Google security researchers have come to the conclusion that speculative execution attacks are here to stay without drastic changes to modern CPU architectures, such as removing speculative execution entirely.
Spectre is here to stay: An analysis of side-channels and speculative execution
Related:
Patch for Intel Speculative Execution Vulnerability Could Reduce Performance by 5 to 35% [Update: 2]
Qualcomm Joins Others in Confirming its CPUs Suffer From Spectre, and Other Meltdown News
Congress Questions Chipmakers About Meltdown and Spectre
What Impact Has Meltdown/Spectre Had on YOUR Systems?
Intel Admits a Load of its CPUs Have Spectre V2 Flaw That Can't be Fixed
Intel FPU Speculation Vulnerability Confirmed
New Spectre Variant SpectreRSB Targets Return Stack Buffer
Intel Discloses a Speculative Execution Attack in Software Guard eXtensions (SGX)
Intel 'Gags' Linux Distros From Revealing Performance Hit From Spectre Patches
MIT Researchers Claim to Have a Solution for Some Speculative Execution Attacks
Spectre, Meltdown Researchers Unveil 7 More Speculative Execution Attacks
New Side-Channel Leak: Researchers Attack Operating System Page Caches
(Score: 2) by Arik on Saturday February 16 2019, @08:44PM (2 children)
Well the Amiga proved you don't actually need a fast CPU if you design everything else around it I suppose.
If laughter is the best medicine, who are the best doctors?
(Score: 2) by RS3 on Saturday February 16 2019, @08:58PM (1 child)
That's a great point. I never had my hands on an Amiga but always admired them. I think they made better use of sort of distributed processing with more intelligent peripherals, but I may be wrong. Probably much cleaner tighter code too. I've always been surprised (annoyed) by how much work most CPUs do that could be done by auxiliary processors. I can't remember specifics, but I clearly remember machines where the main (and only) CPU did RAM refresh, CRT character scanning, etc.

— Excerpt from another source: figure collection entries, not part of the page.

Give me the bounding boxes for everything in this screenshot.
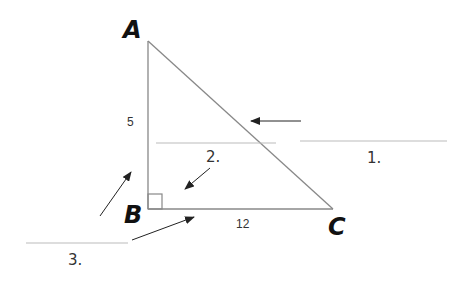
answer-blank-2-label: 2. (206, 148, 220, 166)
side-ac-hypotenuse (148, 41, 333, 209)
right-angle-marker (148, 194, 162, 209)
vertex-label-a: A (121, 16, 142, 44)
answer-blank-1-label: 1. (367, 149, 381, 167)
right-triangle-diagram: A B C 5 12 1. 2. 3. (0, 0, 469, 282)
side-length-bc: 12 (236, 217, 250, 231)
side-length-ab: 5 (127, 115, 134, 129)
triangle (148, 41, 333, 209)
answer-blank-3-label: 3. (68, 251, 82, 269)
arrow-2-icon (185, 168, 210, 189)
vertex-label-c: C (328, 213, 346, 241)
vertex-label-b: B (124, 201, 142, 229)
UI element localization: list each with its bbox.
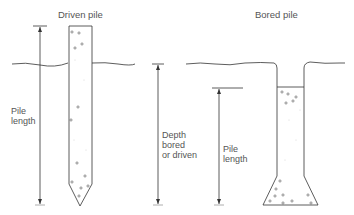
bored-pile <box>263 68 318 205</box>
ground-line-right <box>304 62 345 68</box>
label-line: length <box>11 116 36 126</box>
label-line: Pile <box>11 106 36 116</box>
label-line: Pile <box>223 144 248 154</box>
pile-diagram <box>0 0 354 215</box>
driven-pile <box>69 26 92 206</box>
depth-label: Depth bored or driven <box>162 130 197 160</box>
bored-pile-length-label: Pile length <box>223 144 248 164</box>
label-line: Depth <box>162 130 197 140</box>
label-line: bored <box>162 140 197 150</box>
label-line: or driven <box>162 150 197 160</box>
driven-pile-title: Driven pile <box>58 10 103 20</box>
bored-pile-title: Bored pile <box>255 10 298 20</box>
ground-line-middle <box>92 63 135 65</box>
driven-pile-length-label: Pile length <box>11 106 36 126</box>
label-line: length <box>223 154 248 164</box>
ground-line-middle2 <box>186 63 277 69</box>
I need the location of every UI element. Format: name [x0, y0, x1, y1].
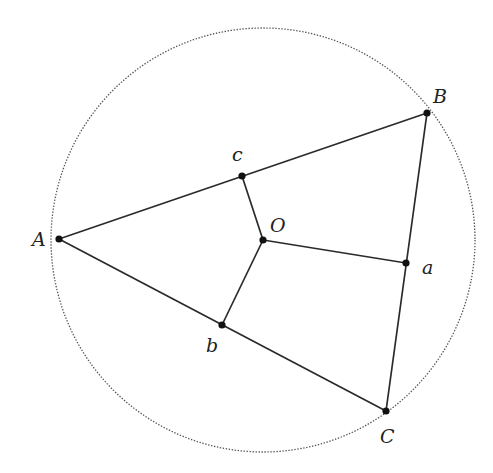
point-B [423, 109, 430, 116]
label-c: c [232, 143, 243, 165]
segment-Oc [242, 176, 263, 240]
label-b: b [206, 334, 218, 356]
circumcircle-figure: ABCOabc [0, 0, 493, 473]
point-b [218, 321, 225, 328]
label-C: C [380, 425, 395, 447]
point-A [55, 235, 62, 242]
label-a: a [422, 256, 433, 278]
point-a [402, 259, 409, 266]
point-O [259, 236, 266, 243]
label-A: A [30, 228, 46, 250]
segments-group [59, 113, 427, 411]
point-c [238, 172, 245, 179]
labels-group: ABCOabc [30, 85, 447, 447]
label-O: O [270, 214, 286, 236]
point-C [382, 407, 389, 414]
segment-Ob [222, 240, 263, 325]
points-group [55, 109, 430, 414]
label-B: B [432, 85, 447, 107]
diagram-canvas: ABCOabc [0, 0, 493, 473]
segment-Oa [263, 240, 406, 263]
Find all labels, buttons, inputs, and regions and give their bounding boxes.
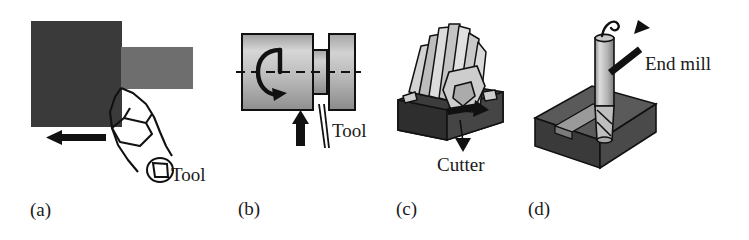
feed-arrow-icon	[292, 110, 309, 146]
end-mill-tool-icon	[595, 34, 614, 143]
panel-a-shaping: Tool (a)	[0, 0, 225, 240]
panel-caption-c: (c)	[396, 199, 417, 218]
tool-insert-icon	[147, 158, 173, 182]
panel-caption-d: (d)	[528, 199, 550, 218]
cutter-label: Cutter	[437, 155, 485, 174]
tool-label: Tool	[171, 165, 206, 184]
panel-c-slab-milling: Cutter (c)	[385, 0, 530, 240]
cutter-leader-arrowhead-icon	[455, 138, 471, 152]
tool-pointer-icon	[319, 104, 329, 148]
panel-d-illustration	[530, 0, 749, 240]
panel-d-end-milling: End mill (d)	[530, 0, 749, 240]
panel-b-turning: Tool (b)	[225, 0, 385, 240]
chip-bar	[121, 47, 193, 89]
machining-operations-figure: Tool (a)	[0, 0, 749, 240]
end-mill-label: End mill	[645, 54, 711, 73]
panel-caption-a: (a)	[30, 200, 51, 219]
workpiece-block	[31, 21, 122, 127]
tool-label: Tool	[332, 121, 367, 140]
feed-arrow-icon	[46, 130, 106, 145]
panel-caption-b: (b)	[238, 199, 260, 218]
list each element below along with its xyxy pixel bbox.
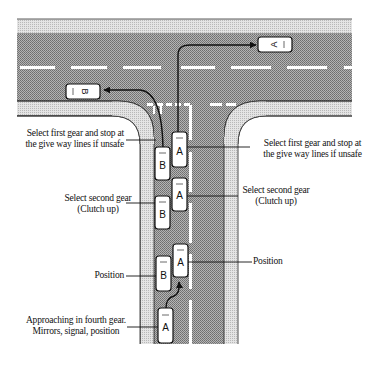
label-left-stop-line1: Select first gear and stop at bbox=[0, 128, 124, 139]
label-right-stop-line1: Select first gear and stop at bbox=[250, 138, 375, 149]
label-left-second-line1: Select second gear bbox=[58, 193, 138, 204]
car-letter-b-main: B bbox=[79, 84, 90, 100]
label-left-stop: Select first gear and stop at the give w… bbox=[0, 128, 124, 150]
label-right-position: Position bbox=[253, 256, 313, 267]
car-letter-b2: B bbox=[155, 209, 170, 220]
car-letter-a1: A bbox=[172, 146, 187, 157]
label-left-second-line2: (Clutch up) bbox=[58, 204, 138, 215]
label-left-position: Position bbox=[60, 270, 124, 281]
label-right-stop: Select first gear and stop at the give w… bbox=[250, 138, 375, 160]
junction-diagram: B A B A B A B A A Select first gear and … bbox=[0, 0, 375, 366]
label-approach-line2: Mirrors, signal, position bbox=[20, 326, 132, 337]
label-approach-line1: Approaching in fourth gear. bbox=[20, 315, 132, 326]
car-letter-a3: A bbox=[173, 257, 188, 268]
car-letter-a2: A bbox=[172, 190, 187, 201]
label-right-stop-line2: the give way lines if unsafe bbox=[250, 149, 375, 160]
label-left-stop-line2: the give way lines if unsafe bbox=[0, 139, 124, 150]
label-right-second-line2: (Clutch up) bbox=[236, 196, 316, 207]
label-right-second-line1: Select second gear bbox=[236, 185, 316, 196]
label-approach: Approaching in fourth gear. Mirrors, sig… bbox=[20, 315, 132, 337]
car-letter-a4: A bbox=[158, 322, 173, 333]
road-layout bbox=[0, 0, 375, 366]
label-right-second: Select second gear (Clutch up) bbox=[236, 185, 316, 207]
car-letter-b1: B bbox=[155, 160, 170, 171]
car-letter-b3: B bbox=[156, 270, 171, 281]
car-letter-a-main: A bbox=[269, 37, 280, 53]
label-left-second: Select second gear (Clutch up) bbox=[58, 193, 138, 215]
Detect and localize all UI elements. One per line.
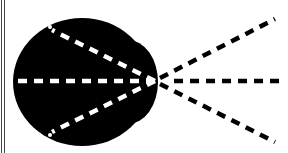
outer-rays: [160, 19, 285, 142]
ray-diagram: [0, 0, 288, 153]
outer-ray-lower: [160, 84, 275, 142]
outer-ray-upper: [160, 19, 275, 78]
diagram-frame: [0, 0, 288, 153]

(Score: 2) by Arik on Saturday February 16 2019, @10:09PM
It had dedicated chipsets to offload much of the work onto, and tight code? Haven't examined the code though IIRC it was leaked a few years ago, but that was definitely my impression. This was the end of the classic microcomputer days, OS code wasn't something written in a high level language then trusted to the compiler, it was typically hand massaged by people that read 8-bit. Even application code normally got that treatment, after some profiling to see which loops got executed most often (we're all lazy and we'd often not get around to optimizing the bits that didn't get called often. Unless we were running out of storage space.)
It had sound and video systems that pretty much did their job all on their lonesomes - the cpu pointed them in the right direction and they took it from there. The CPU doesn't need to be all that fast in that position - it just needs to do what a CPU traditionally does, what a Z80 did well enough and fast enough for most things. It executes the main logic of the program and runs the shows behind the scenes. You want a video? Point the vidcard at the file and tell it to go. Want to read a bunch of data from the HDD? Tell the controller what you need and where you want it put, check back every few cycles to see if it's done yet.
If laughter is the best medicine, who are the best doctors?